If you’re looking for a good 2-player game, “Haleakala” caught my eye because of its Hawaiian theme, but having actually given it a couple tries, I found it surprisingly rich and elegant … not too long, but with enough depth to warrant repeated and satisfying plays.

It’s very unique, too, in that it goes beyond the typical abstract 2-player notion into something relatively more thematic. The board is a volcano that is arranged into “slices” and “rings” (think Castle Panic). Outermost is the shore, then three rings – plains, forests, mountains – and then lava in the middle. Each player has tokens numbered 1 to 5, along with a handful of totem statue tokens. Also, each of the six slices has two cards dealt to it. These cards are various actions and benefits. (Are you with me so far?) Lastly, there is a boat outside the island in the surrounding water.

On your turn, you place a numbered wooden token on the shore: if it’s on the same space as the boat, you move the boat around the island from slice to slice a number of spaces equal to the token you placed; if it’s on a different space, you’re essentially investing in it for later. When the boat later moves, wherever it lands, whoever has dominance on that space (by way of have the highest value of numbered tokens) gets their hands on those action cards first.

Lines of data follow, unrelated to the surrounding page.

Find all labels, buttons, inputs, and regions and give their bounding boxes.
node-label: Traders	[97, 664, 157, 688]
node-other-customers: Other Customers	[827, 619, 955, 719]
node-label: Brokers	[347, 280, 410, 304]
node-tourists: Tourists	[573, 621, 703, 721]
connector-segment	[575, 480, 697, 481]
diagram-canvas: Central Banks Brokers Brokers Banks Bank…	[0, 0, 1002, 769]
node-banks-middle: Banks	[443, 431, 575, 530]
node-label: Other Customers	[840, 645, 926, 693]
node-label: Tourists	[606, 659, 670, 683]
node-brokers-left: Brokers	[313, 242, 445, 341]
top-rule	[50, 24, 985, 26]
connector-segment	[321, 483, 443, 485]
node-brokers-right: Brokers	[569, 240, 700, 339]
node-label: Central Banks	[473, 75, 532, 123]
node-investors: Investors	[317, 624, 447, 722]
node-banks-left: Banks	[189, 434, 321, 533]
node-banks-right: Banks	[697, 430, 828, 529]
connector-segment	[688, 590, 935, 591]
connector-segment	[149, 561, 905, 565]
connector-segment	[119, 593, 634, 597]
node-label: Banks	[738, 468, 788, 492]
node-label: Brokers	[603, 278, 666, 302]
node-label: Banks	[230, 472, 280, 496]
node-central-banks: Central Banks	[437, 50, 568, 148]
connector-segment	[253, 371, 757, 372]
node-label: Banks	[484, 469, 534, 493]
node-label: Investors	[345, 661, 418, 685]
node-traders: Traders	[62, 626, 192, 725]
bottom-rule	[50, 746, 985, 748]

So, beyond this clever boat-moving bidding mechanic, you have the strategy of which action cards you’ll focus on trying to get: building totems across the island in different patterns, collecting sets of pearls, manipulating the lava that builds up and trickles down the mountainside and destroys totems in its path (hopefully theirs and not yours!), being the player with the most conch shells, and so on.

On the other side of the spectrum, “Abracadab-What??” plays better with more players and is light and fast and silly, bordering on party game? It’s art kind of reminds me of your style, too.

In this one, everybody is a slightly incompetent wizard trying to succeed at slinging spells at one another. There are a whole bunch of cubes that represent the 8 different possible spells: for instance, there are eight “Magic Drink” spells (numbered with an 8) which are the least powerful, all the way up to a single, solitary “Ancient Dragon” spell (numbered 1) which is the most powerful. For each spell in between, there are as many cubes of that spell that correspond to its number.

After setup, there will be a row of these cubes in front of each player positioned so that they cannot see their own, but everybody else can. There are also a few in the middle that everyone can see, and some more that are face down (possibly being that solitary Ancient Dragon, for instance).

On your turn, you name one of the eight spells. Your opponents then verify if it is in your row. If it is, they remove it from your row, adding it to the middle, and the effect goes off – healing you, or damaging your opponents, letting you peek at one of the face down tiles, etc. If the spell is not in front of you, your turn ends and you lose a life. You win the round if you’re the first to clear all your spell cubes in a turn, or if you’re the last wizard sanding.

It’s hilarious to see friends struggle with the whole push-your-luck element as they want to go for “just one more” … shoot for the moon … and get it (or not)!

Anyway, I hope you have a happy birthday!